Jonne Sälevä

Research

My research centers around low-resource and multilingual NLP/AI. I’m motivated by the observation that only about 100 out of 7,000 existing languages are supported by current AI and language technology.

In addition to model building and resource creation, I seek to understand what types of tasks and languages our models perform well at, what they struggle with and what factors explain performance disparities.

Finally, I see low-resource NLP as a case study in generalization.

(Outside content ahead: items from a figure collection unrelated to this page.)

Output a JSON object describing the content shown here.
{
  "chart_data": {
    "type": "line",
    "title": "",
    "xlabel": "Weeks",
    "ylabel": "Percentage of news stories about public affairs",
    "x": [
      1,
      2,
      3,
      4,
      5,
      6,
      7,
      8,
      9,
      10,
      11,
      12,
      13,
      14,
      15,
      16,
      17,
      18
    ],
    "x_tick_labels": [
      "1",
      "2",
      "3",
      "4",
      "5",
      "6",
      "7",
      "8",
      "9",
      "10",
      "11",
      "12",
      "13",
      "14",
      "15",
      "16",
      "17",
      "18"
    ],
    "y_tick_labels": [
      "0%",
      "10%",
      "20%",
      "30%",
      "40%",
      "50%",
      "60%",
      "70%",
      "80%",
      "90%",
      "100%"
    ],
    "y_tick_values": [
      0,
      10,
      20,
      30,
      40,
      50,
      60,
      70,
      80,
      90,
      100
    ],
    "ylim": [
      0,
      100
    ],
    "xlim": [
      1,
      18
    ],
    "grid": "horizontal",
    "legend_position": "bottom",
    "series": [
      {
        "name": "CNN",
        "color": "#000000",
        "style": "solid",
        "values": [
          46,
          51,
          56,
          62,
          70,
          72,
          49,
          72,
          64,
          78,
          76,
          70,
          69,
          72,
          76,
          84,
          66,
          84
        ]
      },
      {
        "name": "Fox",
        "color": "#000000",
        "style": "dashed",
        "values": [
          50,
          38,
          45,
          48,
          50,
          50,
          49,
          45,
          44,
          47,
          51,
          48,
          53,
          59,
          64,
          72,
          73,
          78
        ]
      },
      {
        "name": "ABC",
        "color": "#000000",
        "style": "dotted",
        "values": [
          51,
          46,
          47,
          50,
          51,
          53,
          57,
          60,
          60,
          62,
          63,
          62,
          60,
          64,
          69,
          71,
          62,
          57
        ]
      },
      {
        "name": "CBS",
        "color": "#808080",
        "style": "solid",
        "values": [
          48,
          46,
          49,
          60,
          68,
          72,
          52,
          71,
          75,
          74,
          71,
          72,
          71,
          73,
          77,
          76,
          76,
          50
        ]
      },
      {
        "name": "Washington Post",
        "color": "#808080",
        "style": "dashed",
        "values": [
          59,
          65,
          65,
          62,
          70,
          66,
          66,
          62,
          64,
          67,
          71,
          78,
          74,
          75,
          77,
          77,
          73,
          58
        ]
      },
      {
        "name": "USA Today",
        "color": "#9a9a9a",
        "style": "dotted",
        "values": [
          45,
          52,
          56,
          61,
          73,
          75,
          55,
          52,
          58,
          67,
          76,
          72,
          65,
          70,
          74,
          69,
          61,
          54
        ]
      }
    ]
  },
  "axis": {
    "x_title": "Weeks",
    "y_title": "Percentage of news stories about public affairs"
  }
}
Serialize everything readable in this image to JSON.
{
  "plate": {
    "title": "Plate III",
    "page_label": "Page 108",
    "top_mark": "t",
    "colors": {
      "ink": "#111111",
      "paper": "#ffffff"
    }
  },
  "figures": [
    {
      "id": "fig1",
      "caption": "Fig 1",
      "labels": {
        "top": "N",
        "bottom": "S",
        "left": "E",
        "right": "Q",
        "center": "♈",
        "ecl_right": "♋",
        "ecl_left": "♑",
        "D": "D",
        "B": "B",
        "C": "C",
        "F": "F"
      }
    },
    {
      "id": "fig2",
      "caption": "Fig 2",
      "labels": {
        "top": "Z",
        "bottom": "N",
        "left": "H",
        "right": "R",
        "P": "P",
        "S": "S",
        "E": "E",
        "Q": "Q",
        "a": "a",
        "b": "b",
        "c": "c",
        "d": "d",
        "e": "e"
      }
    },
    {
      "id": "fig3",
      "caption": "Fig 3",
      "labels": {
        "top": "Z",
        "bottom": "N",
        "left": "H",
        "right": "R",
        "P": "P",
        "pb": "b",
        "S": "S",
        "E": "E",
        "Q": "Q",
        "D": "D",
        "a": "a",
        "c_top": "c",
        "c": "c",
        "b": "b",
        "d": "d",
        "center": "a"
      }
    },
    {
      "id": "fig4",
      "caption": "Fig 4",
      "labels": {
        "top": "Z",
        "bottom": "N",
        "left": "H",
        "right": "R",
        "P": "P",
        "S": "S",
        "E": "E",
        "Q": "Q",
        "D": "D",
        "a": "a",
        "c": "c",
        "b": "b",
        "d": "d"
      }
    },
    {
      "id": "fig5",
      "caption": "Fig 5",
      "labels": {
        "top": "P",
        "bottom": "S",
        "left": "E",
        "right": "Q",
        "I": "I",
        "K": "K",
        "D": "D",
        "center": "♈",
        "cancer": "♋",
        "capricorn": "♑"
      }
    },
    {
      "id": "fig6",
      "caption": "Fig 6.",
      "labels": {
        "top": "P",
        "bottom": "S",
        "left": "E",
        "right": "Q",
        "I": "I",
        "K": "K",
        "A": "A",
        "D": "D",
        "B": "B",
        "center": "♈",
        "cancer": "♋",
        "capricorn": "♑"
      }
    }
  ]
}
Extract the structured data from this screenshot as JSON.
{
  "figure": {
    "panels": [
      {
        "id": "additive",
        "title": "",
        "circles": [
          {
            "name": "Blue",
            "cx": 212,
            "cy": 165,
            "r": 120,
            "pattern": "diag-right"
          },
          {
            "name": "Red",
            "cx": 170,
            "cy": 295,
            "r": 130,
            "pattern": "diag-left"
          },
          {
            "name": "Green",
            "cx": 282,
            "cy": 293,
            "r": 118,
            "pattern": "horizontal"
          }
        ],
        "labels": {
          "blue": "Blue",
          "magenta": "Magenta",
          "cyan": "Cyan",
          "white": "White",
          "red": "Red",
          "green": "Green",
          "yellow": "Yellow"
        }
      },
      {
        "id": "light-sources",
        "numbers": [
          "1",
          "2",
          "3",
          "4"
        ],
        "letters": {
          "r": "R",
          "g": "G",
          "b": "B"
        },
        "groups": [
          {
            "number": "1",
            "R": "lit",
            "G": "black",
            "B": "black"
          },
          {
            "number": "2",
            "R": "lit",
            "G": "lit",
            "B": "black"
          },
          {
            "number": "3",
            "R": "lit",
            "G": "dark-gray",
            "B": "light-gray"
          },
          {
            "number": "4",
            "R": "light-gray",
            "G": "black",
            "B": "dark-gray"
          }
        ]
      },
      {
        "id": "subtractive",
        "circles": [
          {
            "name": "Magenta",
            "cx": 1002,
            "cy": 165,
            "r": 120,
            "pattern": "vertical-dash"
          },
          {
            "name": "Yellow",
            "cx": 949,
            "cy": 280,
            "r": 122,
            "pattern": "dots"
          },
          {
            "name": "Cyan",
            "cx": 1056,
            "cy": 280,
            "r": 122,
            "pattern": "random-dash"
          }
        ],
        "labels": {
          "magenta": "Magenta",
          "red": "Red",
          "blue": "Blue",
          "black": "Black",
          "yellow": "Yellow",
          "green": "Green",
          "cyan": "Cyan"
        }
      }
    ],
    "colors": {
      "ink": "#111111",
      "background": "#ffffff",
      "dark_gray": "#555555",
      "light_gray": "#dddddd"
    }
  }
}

Can models learn to perform well in settings which do not resemble their training data but are still related to it in some way, e.g. linguistically?

Concretely, my research can be divided into a few main themes and questions:

  1. Learning in low-resource environments and bridging the linguistic divide:
    • How can we build models for low-resource languages/domains for a variety of NLP/AI tasks, such as machine translation, NER, and language identification?
    • How can we create high-quality benchmarks for such low-resource languages/domains at a reasonable annotation cost?
    • How can we generate synthetic data or inject external knowledge into our models when training data is unavailable?
  2. Large language models and their evaluation:
    • How can we build LLMs that are able to use compositional reasoning to generalize beyond the training data distribution?
    • How can we identify failure modes where LLM performance degrades due to simple transformations that would not confuse humans?
      • Ex: prompt rewriting, MCQ ordering, transliteration, etc.
  3. Uncertainty quantification in benchmarks and leaderboards:
    • How should we quantify the (statistical) significance of performance differences we observe when comparing models empirically?
    • How can we generalize based on multiple task-specific measurements and assess the “overall performance” of different models?
    • Do factors like test set size and leaderboard task choice impact the statistical precision of our results? How much?